Through a meditation and transformation of the mundane, I give time and attention to what surrounds me to unlock their unnoticed potential. I choose objects that aren’t deemed of great importance and lavish them with the attention and close observation that is normally reserved for things of great value.
I am drawn to organic matter, primarily food, because like me, it lives, bleeds, and dies. Its skin, organs, and fluids are a mirror of my own, giving me the space to create intimate, cryptic anagrams of myself. My internal reflections materialize in the flesh-like landscapes and haptic texture of my work.
I use staging, lighting, photography, and digital manipulation to abstract the object from its original form. I am fascinated by the possibility of the micro and its capacity to house curious, defamiliarized things. By using manipulated photographs as a reference, I indulge in high levels of details in my paintings, producing visuals that resemble micrographs. My interest in the minute also translates into the scale of my work. Working on a small scale fosters an intimate encounter between the viewer and the piece, an approximation that mirrors my own process of closely engaging with the original objects.
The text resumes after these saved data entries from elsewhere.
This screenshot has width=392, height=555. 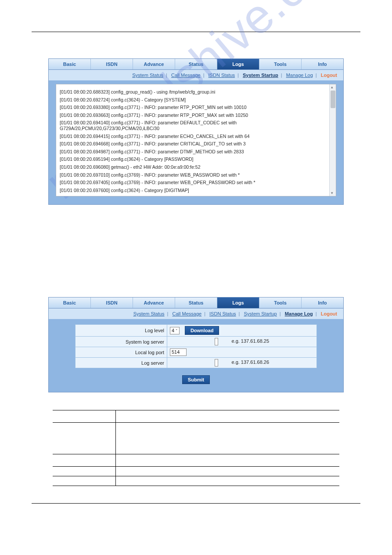 What do you see at coordinates (196, 355) in the screenshot?
I see `manage-log-body: Log level 4 Download System log server e…` at bounding box center [196, 355].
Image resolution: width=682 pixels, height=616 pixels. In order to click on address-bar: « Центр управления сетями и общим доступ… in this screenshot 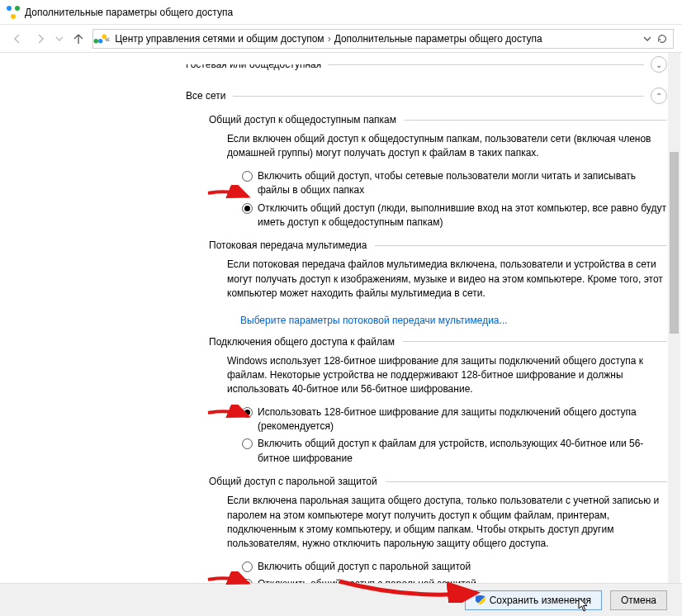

Luiza Caramez (b. 1999) was born in São Paulo and raised between São Paulo and Hong Kong. In 2022, she earned a BFA in Fine Arts with a minor in Art History from Parsons School of Design in New York.
Following graduation, Caramez returned to Brazil and joined São Ateliê, a collective art studio for contemporary Brazilian artists, where she contributed to collaborative exhibitions and open studios. Caramez also has experience in the arts and cultural sector, having worked at renowned institutions in both São Paulo and New York as well as exhibited her artwork in both cities.
Currently Luiza Caramez is based in Paris and is pursuing a research-based MA in Art History at the Université Paris 1 Panthéon-Sorbonne.